The global palm oil market is dominated by Indonesia and Malaysia, which together produce more than 80 percent of the world’s supply. In Latin America, though, Guatemala is second only to Colombia – and it is the world’s sixth top producer. Oil palm plantations have nearly doubled in area over the past decade.
Last year, Guatemala produced some 880,000 tonnes of crude palm oil. Roughly 80 percent of it is exported, mainly to Mexico, a few European countries, and other Central American nations. Palm oil and its derived ingredients are commonly found in processed foods, cosmetics, and cleaning products.
Oil palm in Guatemala is concentrated in the north, northeast, and the Pacific slope region. Plantations cover more than 1,800sq km (695sq miles), nearly 2.5 percent of the country’s arable land.
In the Izabal department, where Chinebal is located, they cover nine percent of arable land.
The indigenous Maya Q’eqchi’ community of Chinebal are involved in an escalating land struggle in this remote area of eastern Guatemala. Community members accuse a Guatemalan company of planting oil palm on their traditional lands, and they have built homes to reclaim the disputed tract – spurring an eviction notice, several police operations and violence.
The established village of Chinebal sits in the foothills of the Sierra de las Minas mountain range, 280km (174 miles) northeast of Guatemala City.
“All of this was lands our grandparents farmed,” Juan Perez, Chinebal’s auxiliary mayor, said of the disputed land, which stretches a few square kilometres. “This piece of land belongs to us.”
NaturAceites, one of Guatemala’s top palm companies, claims ownership of the land under dispute and had planted it with oil palm. Maya Q’eqchi’ residents claim it historically belongs to Chinebal.
With no land to farm or build a home, some Chinebal residents moved onto the contested land, clearing parts of the plantation. Close to 100 families now live there growing maize and other subsistence crops.
“The expansion of [oil] palm is dispossessing communities of their lands,” said Marcelo Sabuc, the national coordinator of CCDA, a rural development and land rights movement organisation. “It is also causing environmental destruction.”
Police operations have struck fear in many community members.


_Aim of the task_
Taking the line with "This screenshot has height=879, width=635." as the first, copy every line through the end of the records below exactly. Do not include pictures.

Records contained in a dataset
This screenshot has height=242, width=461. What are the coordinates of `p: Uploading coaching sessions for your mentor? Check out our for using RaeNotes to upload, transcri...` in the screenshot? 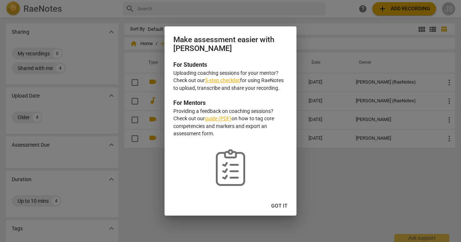 It's located at (230, 81).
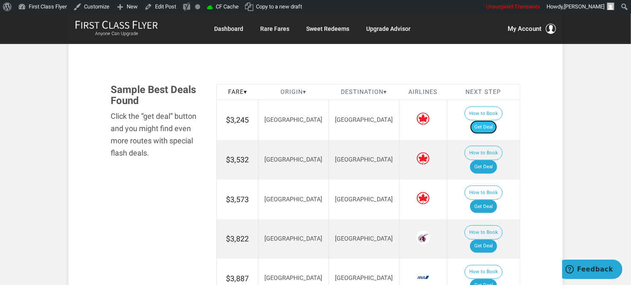 The image size is (631, 285). I want to click on th: Fare, so click(237, 92).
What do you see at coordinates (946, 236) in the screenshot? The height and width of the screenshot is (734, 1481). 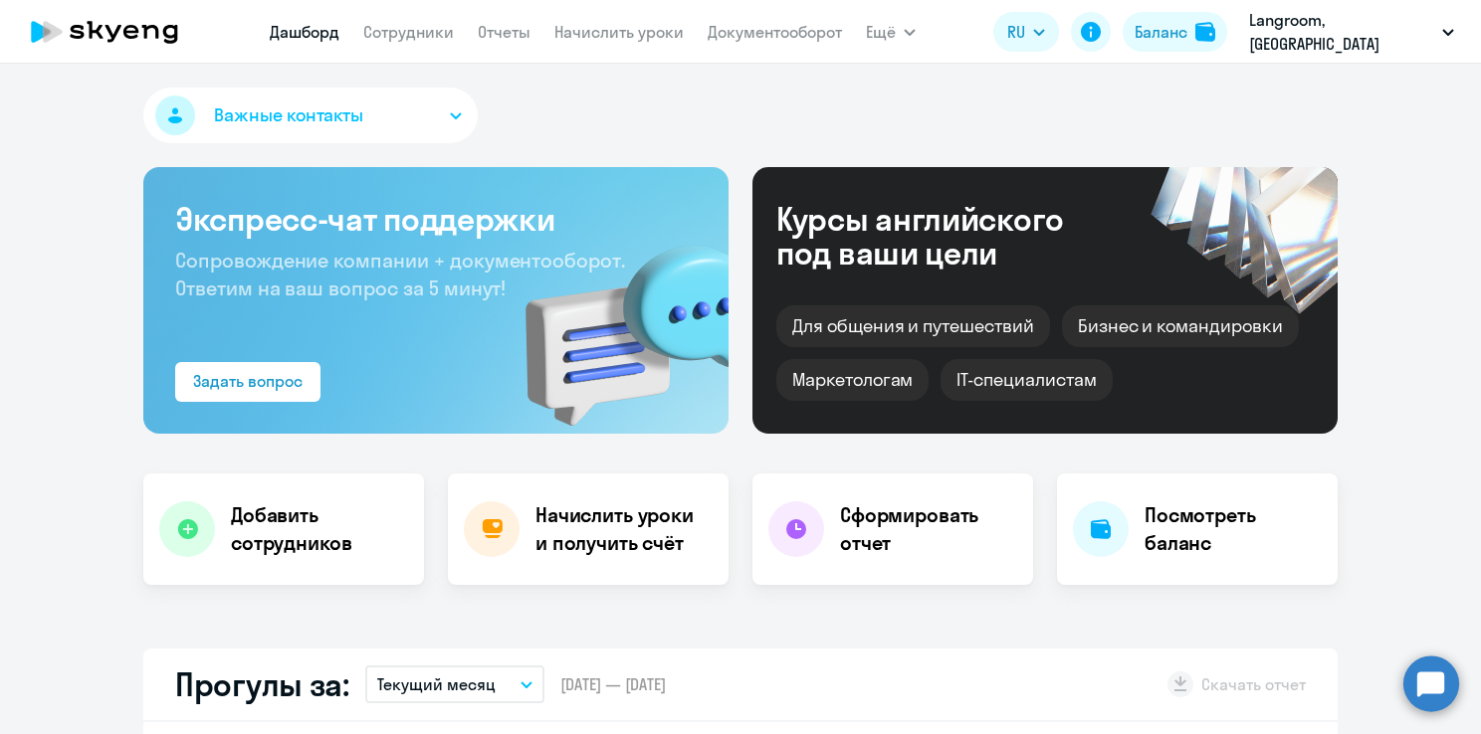 I see `div: Курсы английского под ваши цели` at bounding box center [946, 236].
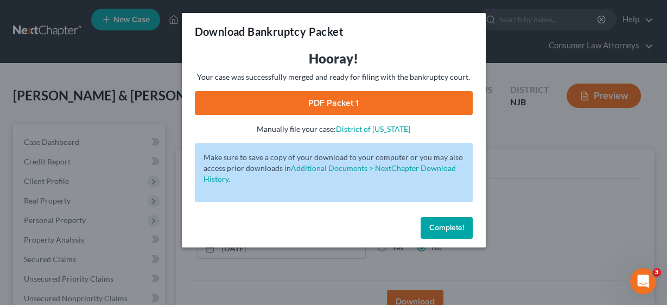 Image resolution: width=667 pixels, height=305 pixels. What do you see at coordinates (334, 59) in the screenshot?
I see `h3: Hooray!` at bounding box center [334, 59].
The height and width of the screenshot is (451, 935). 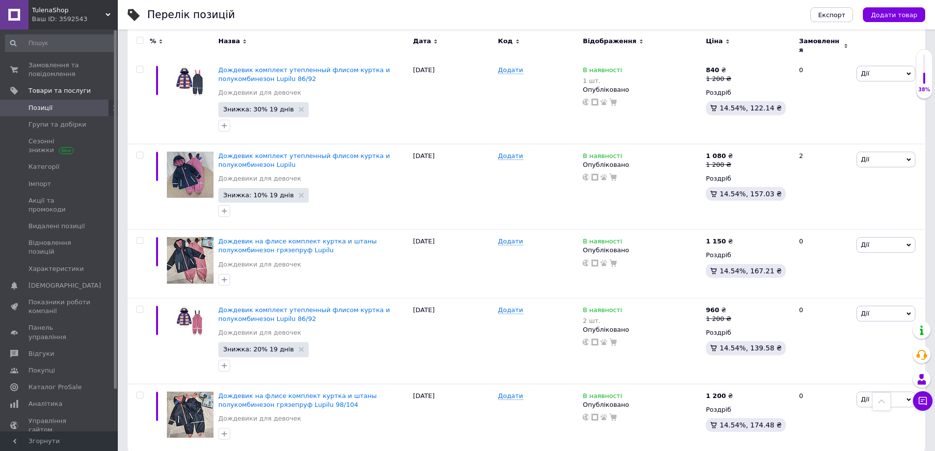 What do you see at coordinates (259, 195) in the screenshot?
I see `span: Знижка: 10% 19 днів` at bounding box center [259, 195].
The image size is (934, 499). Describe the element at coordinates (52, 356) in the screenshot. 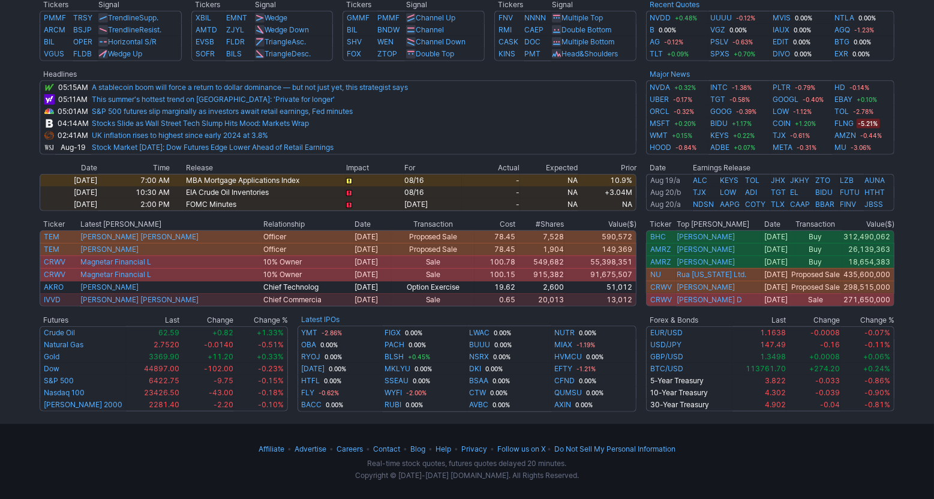

I see `a: Gold` at that location.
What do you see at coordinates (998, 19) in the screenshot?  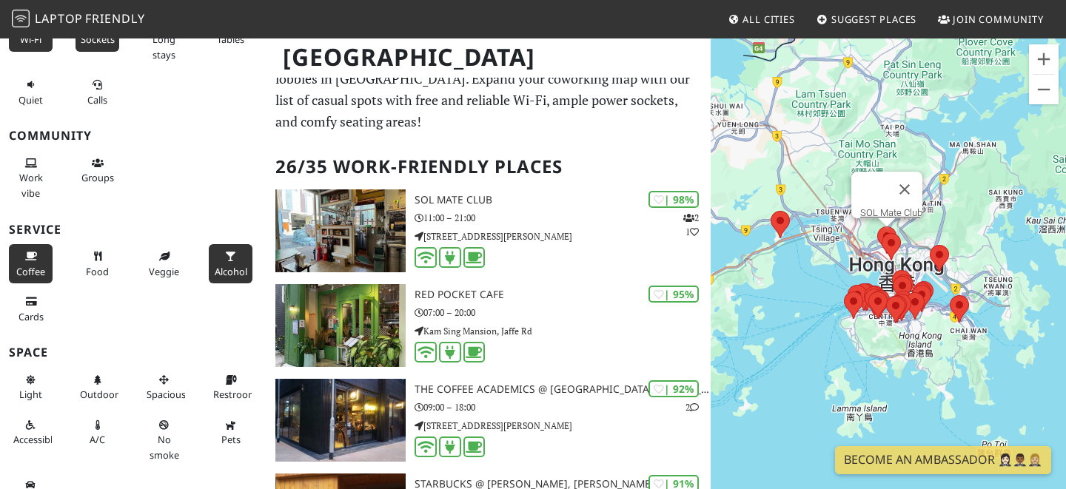 I see `span: Join Community` at bounding box center [998, 19].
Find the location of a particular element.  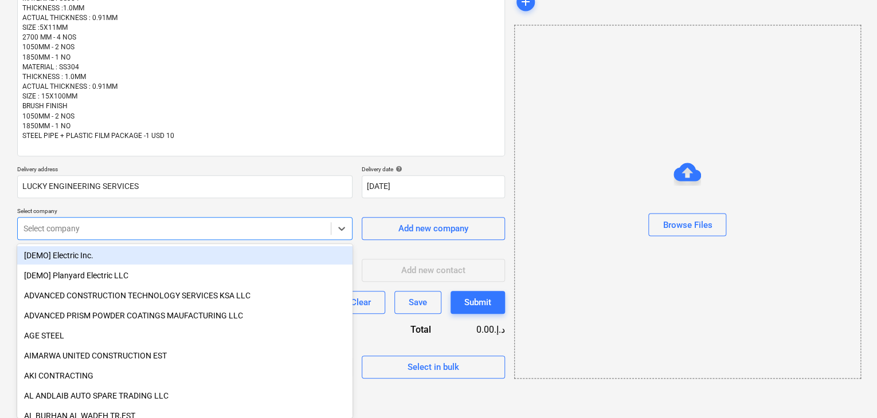

div: Submit is located at coordinates (478, 303).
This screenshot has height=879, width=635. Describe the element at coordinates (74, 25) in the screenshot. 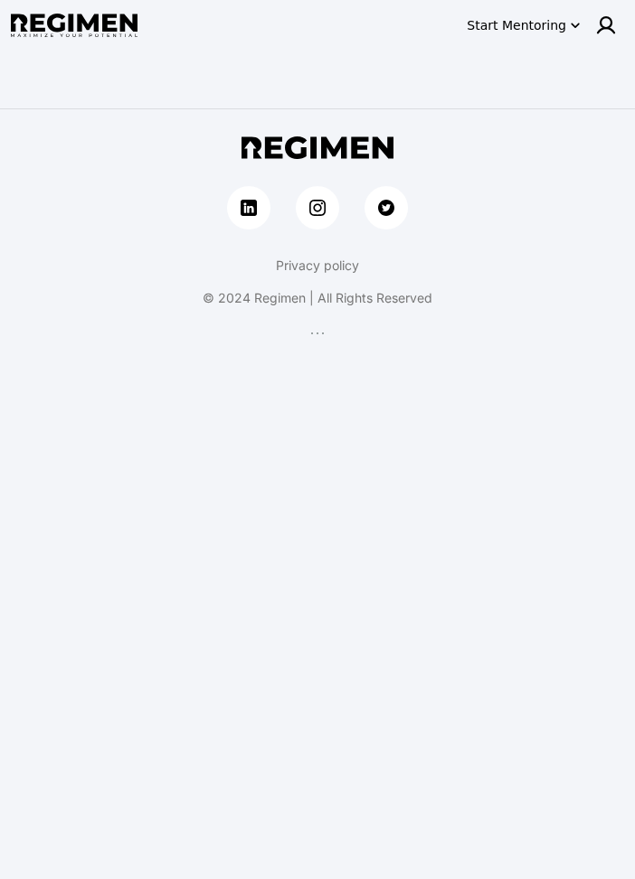

I see `img: Regimen logo` at that location.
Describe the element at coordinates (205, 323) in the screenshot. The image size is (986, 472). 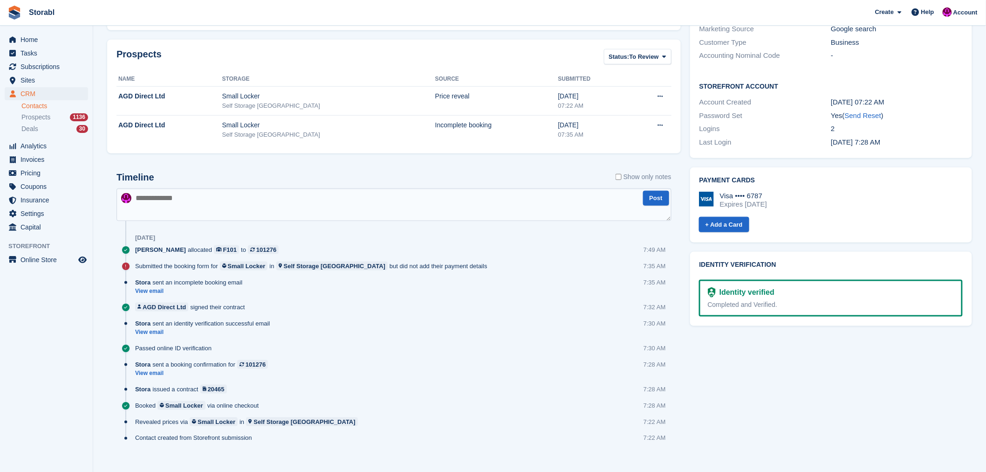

_Your response_
This screenshot has height=879, width=635. Describe the element at coordinates (74, 25) in the screenshot. 

I see `img: Regimen logo` at that location.
Describe the element at coordinates (205, 323) in the screenshot. The image size is (986, 472). 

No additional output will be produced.